In 1904, influential leaders in medical politics knew their plans to close half of all medical schools and make medical care exclusive allopathic were motivated by a political and economical agenda, not science. At the time, there was a glut of medical practitioners, driving down the average income of an MD to little more than the weekly wage of a mechanic. However the AMA, in conjunction with the Carnegie Foundation, promoted these activities as simply a public safety campaign designed to improve medical education and make medical care truly "scientific".

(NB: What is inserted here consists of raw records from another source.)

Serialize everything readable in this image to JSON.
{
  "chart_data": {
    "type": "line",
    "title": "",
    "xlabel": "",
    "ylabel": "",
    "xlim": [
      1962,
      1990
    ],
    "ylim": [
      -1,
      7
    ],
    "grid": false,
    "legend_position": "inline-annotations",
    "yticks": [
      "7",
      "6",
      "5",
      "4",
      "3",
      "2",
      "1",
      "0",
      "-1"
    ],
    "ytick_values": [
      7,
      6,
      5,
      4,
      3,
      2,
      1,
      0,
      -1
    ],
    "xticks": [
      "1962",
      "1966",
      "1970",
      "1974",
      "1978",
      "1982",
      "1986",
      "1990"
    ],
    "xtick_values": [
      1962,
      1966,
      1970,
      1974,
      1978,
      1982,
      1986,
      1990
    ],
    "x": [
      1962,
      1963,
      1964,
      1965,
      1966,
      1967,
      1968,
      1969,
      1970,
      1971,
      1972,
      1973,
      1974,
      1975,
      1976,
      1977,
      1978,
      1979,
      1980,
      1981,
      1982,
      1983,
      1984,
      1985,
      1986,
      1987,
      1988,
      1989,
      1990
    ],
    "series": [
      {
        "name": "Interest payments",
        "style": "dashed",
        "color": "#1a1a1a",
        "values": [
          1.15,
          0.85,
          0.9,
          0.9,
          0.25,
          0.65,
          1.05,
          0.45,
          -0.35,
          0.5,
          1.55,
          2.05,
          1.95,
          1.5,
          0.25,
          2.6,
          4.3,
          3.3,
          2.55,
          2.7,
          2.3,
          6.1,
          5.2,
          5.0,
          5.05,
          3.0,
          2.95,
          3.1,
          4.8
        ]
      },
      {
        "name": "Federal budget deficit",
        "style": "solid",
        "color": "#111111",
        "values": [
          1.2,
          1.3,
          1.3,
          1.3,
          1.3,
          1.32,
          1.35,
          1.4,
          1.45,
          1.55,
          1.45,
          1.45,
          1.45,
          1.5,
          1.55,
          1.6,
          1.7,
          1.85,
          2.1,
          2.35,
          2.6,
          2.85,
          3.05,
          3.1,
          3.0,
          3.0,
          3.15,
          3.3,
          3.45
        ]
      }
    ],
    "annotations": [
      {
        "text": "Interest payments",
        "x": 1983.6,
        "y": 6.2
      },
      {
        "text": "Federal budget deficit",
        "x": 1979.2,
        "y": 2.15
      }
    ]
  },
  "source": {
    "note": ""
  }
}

In 1910 the AMA recommended an exclusively allopathic, MD-centric model of health care, which was "adopted" in all over the United States without the public understanding the long-term implications. The immediate consequences was to dismantle the traditional form of healthcare and eliminate women and minorities from the practice of medicine. The public and even other professionals assumed that the AMA used a rigorously scientific method (statistical research and comparative studies) to evaluate the effectiveness of the different health care disciplines. Would it be the traditional multi-discipline model or exclusively allopathic, MD-only care? Or would it be a new collaborative model in which three types of practitioners cooperated with one another and made treatment choices depending on the kind of care the patient required or requested. Whatever was decided, people assumed it would be an evidence-based model known as ‘best practices’.

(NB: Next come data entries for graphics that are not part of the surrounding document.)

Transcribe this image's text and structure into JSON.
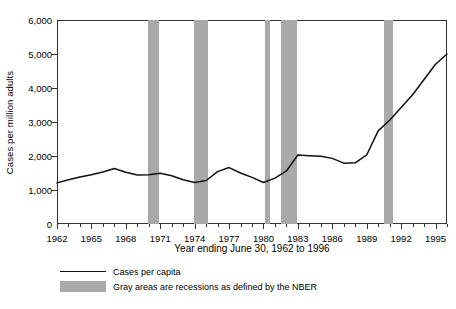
{
  "chart_data": {
    "type": "line",
    "title": "",
    "xlabel": "Year ending June 30, 1962 to 1996",
    "ylabel": "Cases per million adults",
    "xlim": [
      1962,
      1996
    ],
    "ylim": [
      0,
      6000
    ],
    "grid": false,
    "legend_position": "below-axes-left",
    "ytick_labels": [
      "0",
      "1,000",
      "2,000",
      "3,000",
      "4,000",
      "5,000",
      "6,000"
    ],
    "ytick_values": [
      0,
      1000,
      2000,
      3000,
      4000,
      5000,
      6000
    ],
    "xtick_labels": [
      "1962",
      "1965",
      "1968",
      "1971",
      "1974",
      "1977",
      "1980",
      "1983",
      "1986",
      "1989",
      "1992",
      "1995"
    ],
    "xtick_values": [
      1962,
      1965,
      1968,
      1971,
      1974,
      1977,
      1980,
      1983,
      1986,
      1989,
      1992,
      1995
    ],
    "xminor_step": 1,
    "series": [
      {
        "name": "Cases per capita",
        "color": "#111111",
        "x": [
          1962,
          1963,
          1964,
          1965,
          1966,
          1967,
          1968,
          1969,
          1970,
          1971,
          1972,
          1973,
          1974,
          1975,
          1976,
          1977,
          1978,
          1979,
          1980,
          1981,
          1982,
          1983,
          1984,
          1985,
          1986,
          1987,
          1988,
          1989,
          1990,
          1991,
          1992,
          1993,
          1994,
          1995,
          1996
        ],
        "values": [
          1210,
          1300,
          1380,
          1450,
          1530,
          1630,
          1520,
          1440,
          1450,
          1490,
          1420,
          1300,
          1220,
          1280,
          1540,
          1660,
          1500,
          1370,
          1220,
          1350,
          1560,
          2030,
          2010,
          1990,
          1930,
          1790,
          1800,
          2030,
          2740,
          3050,
          3430,
          3800,
          4250,
          4700,
          5000
        ]
      }
    ],
    "series_corrected_note": "",
    "bands": [
      {
        "label": "recession",
        "start": 1969.9,
        "end": 1970.9
      },
      {
        "label": "recession",
        "start": 1973.9,
        "end": 1975.2
      },
      {
        "label": "recession",
        "start": 1980.1,
        "end": 1980.6
      },
      {
        "label": "recession",
        "start": 1981.5,
        "end": 1982.9
      },
      {
        "label": "recession",
        "start": 1990.5,
        "end": 1991.3
      }
    ],
    "band_color": "#a9a9a9",
    "annotations": []
  },
  "legend": {
    "items": [
      {
        "key": "line",
        "label": "Cases per capita"
      },
      {
        "key": "swatch",
        "label": "Gray areas are recessions as defined by the NBER"
      }
    ]
  }
}
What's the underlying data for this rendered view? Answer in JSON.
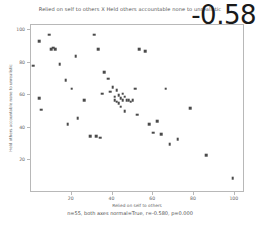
{
  "chart_data": {
    "type": "scatter",
    "title": "Relied on self to others X Held others accountable none to unrealistic",
    "xlabel": "Relied on self to others",
    "ylabel": "Held others accountable none to unrealistic",
    "xlim": [
      0,
      105
    ],
    "ylim": [
      0,
      103
    ],
    "xticks": [
      20,
      40,
      60,
      80,
      100
    ],
    "yticks": [
      20,
      40,
      60,
      80,
      100
    ],
    "xtick_labels": [
      "20",
      "40",
      "60",
      "80",
      "100"
    ],
    "ytick_labels": [
      "20",
      "40",
      "60",
      "80",
      "100"
    ],
    "grid": false,
    "legend": null,
    "annotation": "-0.58",
    "caption": "n=55, both axes normal=True, r=-0.580, p=0.000",
    "n": 55,
    "r": -0.58,
    "p": 0.0,
    "marker_color": "#4a4a4a",
    "points": [
      {
        "x": 1,
        "y": 78
      },
      {
        "x": 4,
        "y": 93
      },
      {
        "x": 4,
        "y": 58
      },
      {
        "x": 5,
        "y": 51
      },
      {
        "x": 9,
        "y": 97
      },
      {
        "x": 10,
        "y": 88
      },
      {
        "x": 11,
        "y": 89
      },
      {
        "x": 12,
        "y": 88
      },
      {
        "x": 14,
        "y": 79
      },
      {
        "x": 17,
        "y": 69
      },
      {
        "x": 18,
        "y": 42
      },
      {
        "x": 20,
        "y": 64
      },
      {
        "x": 22,
        "y": 84
      },
      {
        "x": 23,
        "y": 46
      },
      {
        "x": 26,
        "y": 57
      },
      {
        "x": 29,
        "y": 35
      },
      {
        "x": 31,
        "y": 97
      },
      {
        "x": 32,
        "y": 35
      },
      {
        "x": 33,
        "y": 88
      },
      {
        "x": 34,
        "y": 34
      },
      {
        "x": 35,
        "y": 61
      },
      {
        "x": 36,
        "y": 74
      },
      {
        "x": 38,
        "y": 70
      },
      {
        "x": 39,
        "y": 62
      },
      {
        "x": 40,
        "y": 65
      },
      {
        "x": 41,
        "y": 59
      },
      {
        "x": 41,
        "y": 57
      },
      {
        "x": 42,
        "y": 63
      },
      {
        "x": 42,
        "y": 56
      },
      {
        "x": 43,
        "y": 60
      },
      {
        "x": 43,
        "y": 55
      },
      {
        "x": 44,
        "y": 58
      },
      {
        "x": 44,
        "y": 53
      },
      {
        "x": 45,
        "y": 61
      },
      {
        "x": 45,
        "y": 57
      },
      {
        "x": 46,
        "y": 59
      },
      {
        "x": 46,
        "y": 50
      },
      {
        "x": 47,
        "y": 57
      },
      {
        "x": 48,
        "y": 57
      },
      {
        "x": 49,
        "y": 56
      },
      {
        "x": 50,
        "y": 57
      },
      {
        "x": 51,
        "y": 64
      },
      {
        "x": 52,
        "y": 48
      },
      {
        "x": 53,
        "y": 88
      },
      {
        "x": 56,
        "y": 87
      },
      {
        "x": 58,
        "y": 42
      },
      {
        "x": 60,
        "y": 37
      },
      {
        "x": 62,
        "y": 44
      },
      {
        "x": 64,
        "y": 36
      },
      {
        "x": 66,
        "y": 64
      },
      {
        "x": 68,
        "y": 30
      },
      {
        "x": 72,
        "y": 33
      },
      {
        "x": 78,
        "y": 52
      },
      {
        "x": 86,
        "y": 23
      },
      {
        "x": 99,
        "y": 9
      }
    ]
  }
}
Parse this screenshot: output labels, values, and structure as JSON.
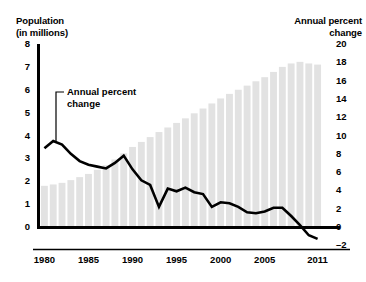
{
  "chart_data": {
    "type": "bar",
    "title": "",
    "subtitle": "",
    "xlabel": "",
    "ylabel": "Population (in millions)",
    "y2label": "Annual percent change",
    "grid": false,
    "legend_position": "none",
    "x": [
      1980,
      1981,
      1982,
      1983,
      1984,
      1985,
      1986,
      1987,
      1988,
      1989,
      1990,
      1991,
      1992,
      1993,
      1994,
      1995,
      1996,
      1997,
      1998,
      1999,
      2000,
      2001,
      2002,
      2003,
      2004,
      2005,
      2006,
      2007,
      2008,
      2009,
      2010,
      2011
    ],
    "xlim": [
      1979.5,
      2011.5
    ],
    "ylim": [
      0,
      8
    ],
    "y2lim": [
      -2,
      20
    ],
    "y_ticks": [
      0,
      1,
      2,
      3,
      4,
      5,
      6,
      7,
      8
    ],
    "y2_ticks": [
      -2,
      0,
      2,
      4,
      6,
      8,
      10,
      12,
      14,
      16,
      18,
      20
    ],
    "y2_tick_labels": [
      "-2",
      "0",
      "2",
      "4",
      "6",
      "8",
      "10",
      "12",
      "14",
      "16",
      "18",
      "20"
    ],
    "x_ticks": [
      1980,
      1985,
      1990,
      1995,
      2000,
      2005,
      2011
    ],
    "x_tick_labels": [
      "1980",
      "1985",
      "1990",
      "1995",
      "2000",
      "2005",
      "2011"
    ],
    "series": [
      {
        "name": "Population (in millions)",
        "type": "bar",
        "axis": "left",
        "color": "#e2e2e2",
        "values": [
          1.8,
          1.86,
          1.93,
          2.05,
          2.18,
          2.32,
          2.5,
          2.7,
          2.95,
          3.22,
          3.5,
          3.72,
          3.93,
          4.15,
          4.35,
          4.55,
          4.75,
          4.97,
          5.18,
          5.4,
          5.62,
          5.82,
          6.0,
          6.18,
          6.37,
          6.55,
          6.78,
          7.0,
          7.15,
          7.22,
          7.15,
          7.1
        ]
      },
      {
        "name": "Annual percent change",
        "type": "line",
        "axis": "right",
        "color": "#000000",
        "values": [
          8.6,
          9.4,
          9.0,
          8.0,
          7.2,
          6.8,
          6.6,
          6.4,
          7.0,
          7.8,
          6.3,
          5.1,
          4.6,
          2.2,
          4.2,
          3.9,
          4.3,
          3.8,
          3.6,
          2.2,
          2.7,
          2.6,
          2.2,
          1.6,
          1.5,
          1.7,
          2.1,
          2.1,
          1.2,
          0.2,
          -0.9,
          -1.3
        ]
      }
    ]
  },
  "axes": {
    "left_title_line1": "Population",
    "left_title_line2": "(in millions)",
    "right_title_line1": "Annual percent",
    "right_title_line2": "change"
  },
  "annotation": {
    "line1": "Annual percent",
    "line2": "change"
  }
}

As we know, no rational process was used in 1910, nor has one been applied in the 99 intervening years. In the last 30 or so years, our MD-centric, authority-based model provided the platform and push-off point for an exploitive form of corporate medicine which has doubled our troubles - a deadly combination of lack of treatment and over-treatment, depending on whether or not you have health insurance.

For those with good insurance, care in an investor-owned, for-profit facilities often means over-treatment. This results in excessive cost to the system, out-of-pocket expense to the patient and increased rate of mortality due to increase interventions. For the uninsured, lack of treatment is fatal condition for 20,000 people every year, a metric that doesn’t count all those living with sever disabilities because timely medical services were unavailable to them. For far too long medical politics has masqueraded as science, and corporate politics has triumph over fiscal responsibility. As we rightly credit medical science with saving lives, so we must discredit medical politics for costing lives.

That brings us back to where we started -- chokepoint medicine -- which is just one piece of a matrix of interlocking problems with our profoundly dysfunctional health care system. However, it is the one that is easiest to remedy – we know what is wrong, and we know what to do about. It’s particularly appropriate at a time when the baby-boomer generation of physicians is retiring at a much higher rate than medical schools are pumping out new graduates.

Time and relationship-intensive care for routine and non-urgent health concerns is most satisfactorily provided by non-physician primary care practitioners – nurse practitioners, physician assistants, professional midwives, naturopaths, etc. This is what they are trained to do and their care is safe, cost-effective and rates high on patients satisfaction. In event of a serious or urgent medical situation or at the patient’s request, primary-care practitioners refer or transfer of care to an MD or emergency facility. This cooperative, collaborative model is where preventive medicine actually starts. It is also how the routine overuse of Rx drugs and procedures is stopped.

Why don't we have a system that facilitates instead of impedes this common-sense approach? Stay tuned, because that is not the only good question that doesn't seem to have a good answer.

Tomorrow's blog will be the beginning of a conversation about what’s happening in the political arena of health care legislation and what critical pieces of information might to prepare us as citizens to better participate in our democratic process.